By Nolan Terry, Founder & CEO
Pre-Incident Planning for Fire Protection Contractors: Adding Value Beyond Inspections
Most fire protection contractors show up, inspect the system, hand over a report, and leave. The transaction is done. But what happens when there's actually a fire in that building? Does the fire department know where the FDC is? Which risers serve which floors? Where the fire pump room is located? How to shut off gas? Where the hazardous materials are stored?
Pre-incident planning bridges this gap — and for fire protection contractors, it's a high-margin service that deepens client relationships and differentiates you from every other inspection company.
What Is Pre-Incident Planning?
A pre-incident plan (PIP) is a document that gives the fire department critical information about a building's fire protection systems, construction, hazards, and access BEFORE an emergency. It's prepared in advance, stored at the fire station, and reviewed during dispatch so firefighters arrive knowing the building.
What a Pre-Incident Plan Includes
Building Information
Fire Protection Systems
Utility Information
Hazardous Materials
Access and Egress
Site Plan
Why Fire Protection Contractors Should Offer This
You Already Know the Building
As the fire protection inspection contractor, you know more about a building's fire systems than anyone except the original installer. You know where every riser is, every FDC, every fire pump, every alarm panel. You've been in every stairwell and mechanical room. Packaging that knowledge into a pre-incident plan is a natural extension of your existing work.

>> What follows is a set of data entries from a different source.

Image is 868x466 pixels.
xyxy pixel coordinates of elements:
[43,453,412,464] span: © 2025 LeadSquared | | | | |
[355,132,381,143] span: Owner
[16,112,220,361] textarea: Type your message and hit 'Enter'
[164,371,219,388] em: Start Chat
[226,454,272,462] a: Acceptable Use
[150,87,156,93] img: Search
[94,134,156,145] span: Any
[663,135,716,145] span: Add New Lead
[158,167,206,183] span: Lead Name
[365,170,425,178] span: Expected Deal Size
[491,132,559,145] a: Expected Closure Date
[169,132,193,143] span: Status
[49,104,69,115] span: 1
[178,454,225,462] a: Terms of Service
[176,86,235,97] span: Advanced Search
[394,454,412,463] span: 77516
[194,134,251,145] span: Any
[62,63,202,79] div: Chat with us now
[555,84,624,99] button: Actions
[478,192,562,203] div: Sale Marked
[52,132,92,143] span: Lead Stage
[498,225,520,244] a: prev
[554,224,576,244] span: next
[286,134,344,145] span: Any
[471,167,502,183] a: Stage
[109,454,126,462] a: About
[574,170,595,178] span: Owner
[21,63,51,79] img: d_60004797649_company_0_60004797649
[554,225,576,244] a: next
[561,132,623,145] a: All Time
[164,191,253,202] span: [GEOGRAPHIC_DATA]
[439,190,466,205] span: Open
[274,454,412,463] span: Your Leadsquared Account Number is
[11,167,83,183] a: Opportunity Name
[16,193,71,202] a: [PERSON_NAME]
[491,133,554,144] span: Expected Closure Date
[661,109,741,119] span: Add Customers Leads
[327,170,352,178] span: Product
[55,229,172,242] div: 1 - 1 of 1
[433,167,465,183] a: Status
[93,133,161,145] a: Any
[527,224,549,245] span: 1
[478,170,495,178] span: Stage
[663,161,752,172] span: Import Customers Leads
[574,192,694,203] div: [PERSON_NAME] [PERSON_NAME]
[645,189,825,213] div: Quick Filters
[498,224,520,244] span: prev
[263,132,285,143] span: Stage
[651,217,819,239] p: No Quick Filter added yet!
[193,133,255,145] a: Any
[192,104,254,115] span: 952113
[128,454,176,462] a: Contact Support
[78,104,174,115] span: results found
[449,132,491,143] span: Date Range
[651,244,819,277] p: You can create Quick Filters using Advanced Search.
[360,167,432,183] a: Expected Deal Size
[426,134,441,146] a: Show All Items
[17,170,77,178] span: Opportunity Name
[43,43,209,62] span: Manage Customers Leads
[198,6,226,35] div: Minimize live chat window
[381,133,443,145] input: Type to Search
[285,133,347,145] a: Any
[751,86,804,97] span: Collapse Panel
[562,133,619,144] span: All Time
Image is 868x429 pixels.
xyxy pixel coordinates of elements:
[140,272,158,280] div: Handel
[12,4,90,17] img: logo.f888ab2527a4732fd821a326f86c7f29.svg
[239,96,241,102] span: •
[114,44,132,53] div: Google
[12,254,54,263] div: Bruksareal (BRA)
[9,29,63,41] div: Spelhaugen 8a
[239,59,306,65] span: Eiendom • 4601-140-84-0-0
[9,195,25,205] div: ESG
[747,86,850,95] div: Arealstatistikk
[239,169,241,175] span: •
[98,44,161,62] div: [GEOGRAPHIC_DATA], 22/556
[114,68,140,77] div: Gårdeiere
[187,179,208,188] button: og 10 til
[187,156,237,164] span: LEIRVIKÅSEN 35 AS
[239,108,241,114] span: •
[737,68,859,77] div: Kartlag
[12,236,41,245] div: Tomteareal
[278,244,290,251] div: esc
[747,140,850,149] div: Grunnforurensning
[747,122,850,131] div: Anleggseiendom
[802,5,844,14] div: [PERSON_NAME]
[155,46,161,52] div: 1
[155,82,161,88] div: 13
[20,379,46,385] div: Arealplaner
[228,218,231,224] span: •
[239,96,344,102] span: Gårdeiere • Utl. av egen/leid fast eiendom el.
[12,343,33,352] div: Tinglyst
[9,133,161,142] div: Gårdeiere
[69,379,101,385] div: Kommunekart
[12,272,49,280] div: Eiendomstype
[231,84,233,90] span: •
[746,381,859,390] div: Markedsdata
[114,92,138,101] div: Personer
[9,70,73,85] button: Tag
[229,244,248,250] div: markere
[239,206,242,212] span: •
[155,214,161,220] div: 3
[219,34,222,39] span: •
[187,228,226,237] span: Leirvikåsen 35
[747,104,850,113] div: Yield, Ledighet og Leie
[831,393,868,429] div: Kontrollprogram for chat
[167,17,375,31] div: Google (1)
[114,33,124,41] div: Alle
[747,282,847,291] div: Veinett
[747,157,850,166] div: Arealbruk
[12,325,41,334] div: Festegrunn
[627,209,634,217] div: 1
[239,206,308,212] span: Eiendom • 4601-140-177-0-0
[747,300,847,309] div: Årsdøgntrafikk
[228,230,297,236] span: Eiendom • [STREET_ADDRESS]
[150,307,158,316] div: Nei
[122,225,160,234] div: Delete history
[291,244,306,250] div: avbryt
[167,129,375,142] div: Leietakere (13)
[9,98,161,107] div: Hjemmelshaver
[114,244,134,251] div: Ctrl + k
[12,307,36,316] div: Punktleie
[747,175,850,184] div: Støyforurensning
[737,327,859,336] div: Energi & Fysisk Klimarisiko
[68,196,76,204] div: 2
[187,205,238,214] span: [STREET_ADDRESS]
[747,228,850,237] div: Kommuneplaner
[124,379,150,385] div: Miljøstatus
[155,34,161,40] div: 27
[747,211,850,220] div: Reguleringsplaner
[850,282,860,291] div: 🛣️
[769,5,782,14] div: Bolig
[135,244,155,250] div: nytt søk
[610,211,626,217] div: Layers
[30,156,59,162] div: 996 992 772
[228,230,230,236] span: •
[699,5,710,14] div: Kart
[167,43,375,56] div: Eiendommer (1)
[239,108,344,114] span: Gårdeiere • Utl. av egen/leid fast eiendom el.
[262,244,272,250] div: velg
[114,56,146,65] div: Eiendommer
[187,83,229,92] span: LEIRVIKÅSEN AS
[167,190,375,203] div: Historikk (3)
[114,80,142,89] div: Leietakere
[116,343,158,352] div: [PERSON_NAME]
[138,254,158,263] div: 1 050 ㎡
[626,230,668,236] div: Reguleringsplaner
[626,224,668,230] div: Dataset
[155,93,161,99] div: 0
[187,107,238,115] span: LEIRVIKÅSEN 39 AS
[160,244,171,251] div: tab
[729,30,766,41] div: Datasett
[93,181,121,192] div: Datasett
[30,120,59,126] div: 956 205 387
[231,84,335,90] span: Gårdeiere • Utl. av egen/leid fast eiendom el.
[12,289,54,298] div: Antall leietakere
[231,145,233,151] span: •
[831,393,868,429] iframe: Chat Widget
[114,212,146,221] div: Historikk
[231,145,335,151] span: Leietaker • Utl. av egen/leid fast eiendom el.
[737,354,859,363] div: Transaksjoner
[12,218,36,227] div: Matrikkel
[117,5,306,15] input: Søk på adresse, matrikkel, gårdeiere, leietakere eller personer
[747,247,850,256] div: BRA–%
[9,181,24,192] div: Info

Fire Departments Need Help
Most fire departments are understaffed and don't have time to pre-plan every commercial building in their jurisdiction. They'll gladly accept professionally prepared pre-incident plans — especially if they come from a qualified fire protection contractor who actually understands the systems.
It Differentiates You
Any fire protection contractor can do an NFPA 25 inspection. Very few offer pre-incident planning. When you present a building owner with a professional pre-incident plan alongside their inspection report, you become an indispensable partner — not just another vendor.
It Creates Stickiness
Once you've created the pre-incident plan and established the fire department relationship, switching to another inspection contractor means the building loses that connection. It's a powerful retention tool.
How to Build the Service
Step 1: Start With Your Existing Clients
Pick 5-10 buildings where you already do inspections. Create pre-incident plans as a value-add (free or discounted for the first batch). This builds your template, refines your process, and gives you portfolio examples.

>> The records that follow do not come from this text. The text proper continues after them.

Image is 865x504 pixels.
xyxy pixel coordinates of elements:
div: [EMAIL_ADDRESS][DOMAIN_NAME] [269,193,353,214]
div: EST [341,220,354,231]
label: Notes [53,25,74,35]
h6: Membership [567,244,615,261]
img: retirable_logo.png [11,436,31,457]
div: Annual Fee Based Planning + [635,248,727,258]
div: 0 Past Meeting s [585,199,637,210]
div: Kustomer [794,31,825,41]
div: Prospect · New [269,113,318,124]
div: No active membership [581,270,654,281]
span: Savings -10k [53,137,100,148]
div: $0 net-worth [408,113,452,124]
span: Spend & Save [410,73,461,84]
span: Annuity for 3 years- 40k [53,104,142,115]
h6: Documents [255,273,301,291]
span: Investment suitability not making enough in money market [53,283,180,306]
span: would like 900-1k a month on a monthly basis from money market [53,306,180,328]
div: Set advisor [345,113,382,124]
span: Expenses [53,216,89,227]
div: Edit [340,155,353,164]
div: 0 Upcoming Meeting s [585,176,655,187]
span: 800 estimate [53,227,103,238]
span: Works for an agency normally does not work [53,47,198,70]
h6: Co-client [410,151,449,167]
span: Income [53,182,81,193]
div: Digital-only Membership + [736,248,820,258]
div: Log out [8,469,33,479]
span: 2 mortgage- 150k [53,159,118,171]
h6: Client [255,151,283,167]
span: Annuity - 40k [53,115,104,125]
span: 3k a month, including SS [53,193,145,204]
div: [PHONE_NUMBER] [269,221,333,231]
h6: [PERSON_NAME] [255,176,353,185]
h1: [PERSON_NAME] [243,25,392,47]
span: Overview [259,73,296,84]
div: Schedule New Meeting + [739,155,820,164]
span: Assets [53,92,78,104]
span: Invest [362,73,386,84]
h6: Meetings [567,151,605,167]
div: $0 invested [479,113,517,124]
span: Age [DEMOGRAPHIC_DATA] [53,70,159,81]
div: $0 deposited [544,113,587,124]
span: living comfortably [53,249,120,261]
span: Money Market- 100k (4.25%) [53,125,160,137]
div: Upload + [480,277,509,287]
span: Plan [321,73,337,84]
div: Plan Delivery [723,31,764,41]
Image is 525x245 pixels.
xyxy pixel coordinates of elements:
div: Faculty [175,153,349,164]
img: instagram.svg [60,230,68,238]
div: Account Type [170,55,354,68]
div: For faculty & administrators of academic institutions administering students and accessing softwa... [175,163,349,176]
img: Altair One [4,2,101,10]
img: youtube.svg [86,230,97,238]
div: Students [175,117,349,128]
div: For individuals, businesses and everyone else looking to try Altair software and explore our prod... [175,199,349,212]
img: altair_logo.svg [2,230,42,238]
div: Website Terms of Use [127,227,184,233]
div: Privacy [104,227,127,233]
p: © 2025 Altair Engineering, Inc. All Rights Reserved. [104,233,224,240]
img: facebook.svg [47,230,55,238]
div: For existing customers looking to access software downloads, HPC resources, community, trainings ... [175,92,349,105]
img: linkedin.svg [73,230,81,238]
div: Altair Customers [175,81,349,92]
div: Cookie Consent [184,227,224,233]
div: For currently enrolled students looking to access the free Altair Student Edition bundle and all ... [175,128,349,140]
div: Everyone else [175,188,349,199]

Step 2: Coordinate With the Local Fire Department
Contact your AHJ's fire prevention bureau or fire marshal's office:
Step 3: Develop Your Template
Create a standardized template that includes all the elements listed above. The plan should be:
Step 4: Price the Service
| Building Type | Pre-Incident Plan | Annual Update |
|---|---|---|
| Small commercial (1-2 stories, <10,000 sq ft) | $300-600 | $100-200 |
| Medium commercial (3-5 stories, 10,000-50,000 sq ft) | $600-1,500 | $200-400 |
| Large commercial/industrial (50,000+ sq ft) | $1,500-3,000 | $400-800 |
| High-rise (10+ stories) | $2,000-5,000 | $500-1,000 |
| Hospital/healthcare campus | $3,000-8,000 | $800-1,500 |
Step 5: Bundle With Inspections
The strongest offer: "Annual inspection + pre-incident plan + updates" as a comprehensive fire protection management package. Building owners get peace of mind; you get higher contract value and longer retention.
Pre-Incident Plans as a Sales Tool
When pitching new inspection contracts, a pre-incident plan is a powerful differentiator:
Standard pitch: "We do NFPA 25 inspections for $X/year."
Enhanced pitch: "We provide complete fire protection management — annual inspections, deficiency tracking, AND a pre-incident plan coordinated with your local fire department. When there's an emergency, firefighters arrive already knowing your building."
The second pitch wins contracts and justifies premium pricing.
Annual Plan Updates
Pre-incident plans must be updated when:
Annual updates are quick if you're already doing the inspection — 15-30 minutes of review and revision during your inspection visit. Charge $100-400 for the update.
Digital Pre-Incident Planning
Pre-incident plans on paper get filed at the fire station and forgotten. Digital plans with cloud access mean:
FireLog stores pre-incident plan data alongside inspection records — one platform for everything the fire department, building owner, and insurance carrier need.